HOW CAN ONE SPACE JOIN TWO HEMISPHERES?

University Queensland

MAKE A JACARANDA.

Washington, DC

1,300 SQFT

COMPLETED 2012

Awards

AIA DC 2012 Merit Award for Interior Architecture

Exhibitions

2013 AIA Emerging Professionals Exhibition

Publications

Architecture DC, Fall 2012: "Inside Story: Three Office Interiors, S, M, L"

Archi-versus, July 16, 2012: "University of Queensland, Washington DC"

plusMood, July 12, 2012: "University of Queensland, E/L Studio"

Project Gallery

The University of Queensland's campus in St. Lucia is famed for its jacaranda trees: their springtime flowering is a key cultural and environmental event in the life of the campus.

To collapse the distance between this new marketing-focused office space in Washington, D.C., and the central campus in Australia, we clad the office’s central space in perforated wood screens featuring an abstracted pattern of the jacaranda in bloom.

Entry space diagram.

The central space binds and connects all of the secondary spaces: office, conference and work rooms. There is no additional circulation; all movements pass through the central space.

The central space controls the flow through the office, so movement always passes through the multihemispheric jacaranda grove.

Other spaces are kept neutral to allow the jacaranda to shine.

Interchangeable, modular furniture design keeps the office space clean and flexible.

When the screen panels are backlit, there is the sensation of viewing the flowering tree.

Viewed from inside the offices where screens are layered with transparent glass walls, there is the sensation of looking through a jacaranda grove.

The space projects the University’s identity and experience through an act of architectural and environmental branding.

Hot-desking in the multipurpose room.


» **EXERCISE AIM**
The reply is to be the lines from the one with "At what (x,y)" through the last line of the records below, each retyped exactly, with pictures left out.

» **EXTRACTED ENTRIES**

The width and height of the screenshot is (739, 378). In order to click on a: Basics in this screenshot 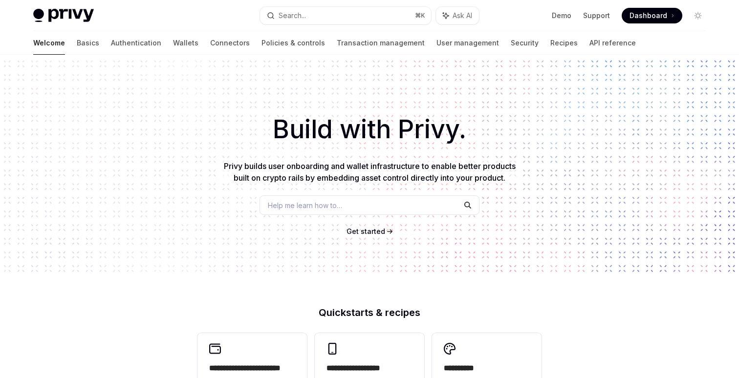, I will do `click(88, 43)`.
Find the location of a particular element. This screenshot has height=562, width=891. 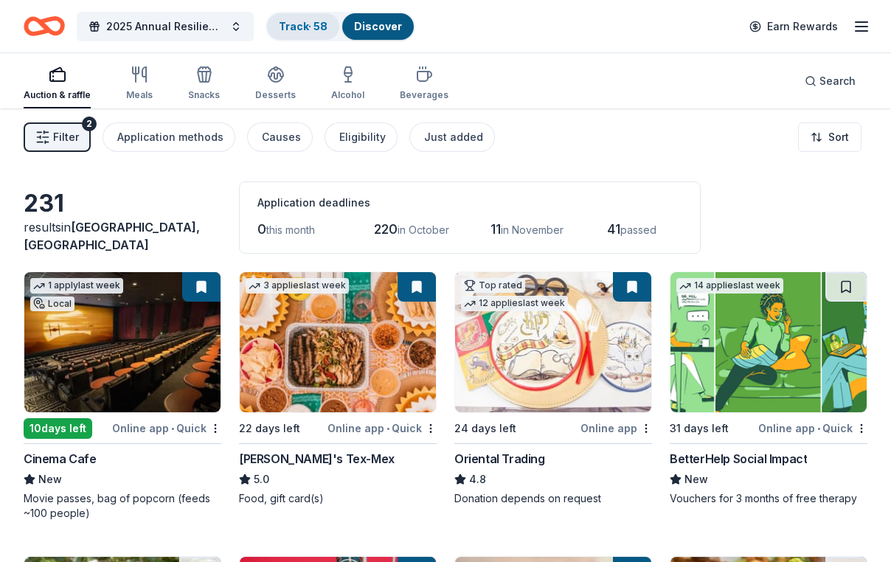

span: passed is located at coordinates (638, 229).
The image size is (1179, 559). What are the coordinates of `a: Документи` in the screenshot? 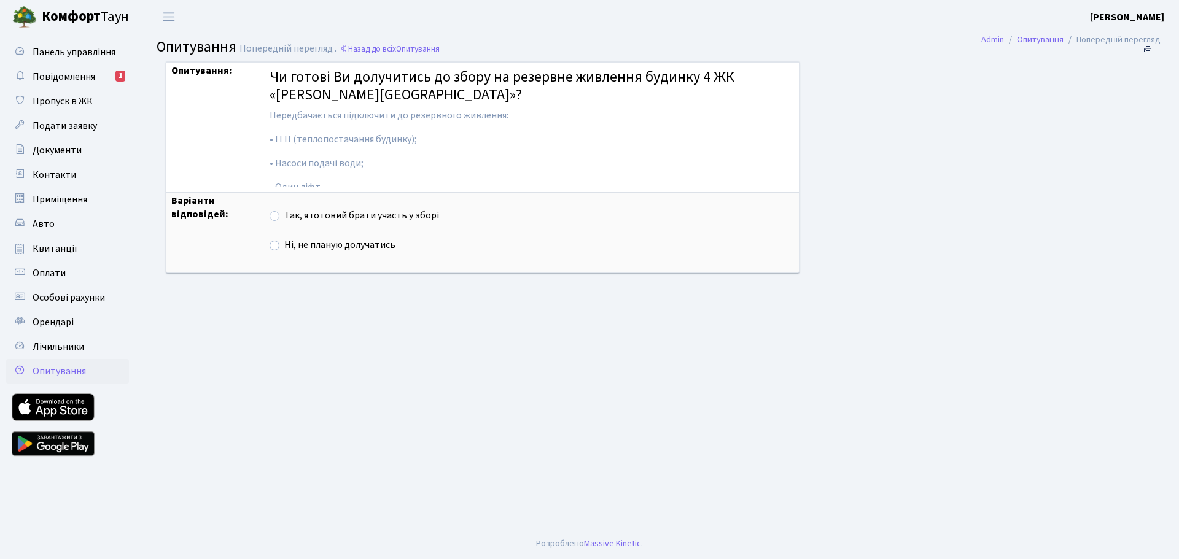 It's located at (68, 150).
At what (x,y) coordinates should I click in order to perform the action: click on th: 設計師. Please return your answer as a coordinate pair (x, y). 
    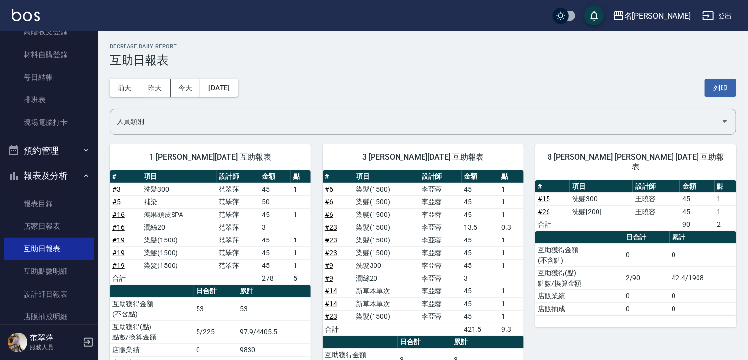
    Looking at the image, I should click on (440, 177).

» **RESPONSE TO THIS TASK**
At what (x,y) coordinates should I click in order to perform the action: click on th: 設計師. Please return your answer as a coordinate pair (x, y). 
    Looking at the image, I should click on (440, 177).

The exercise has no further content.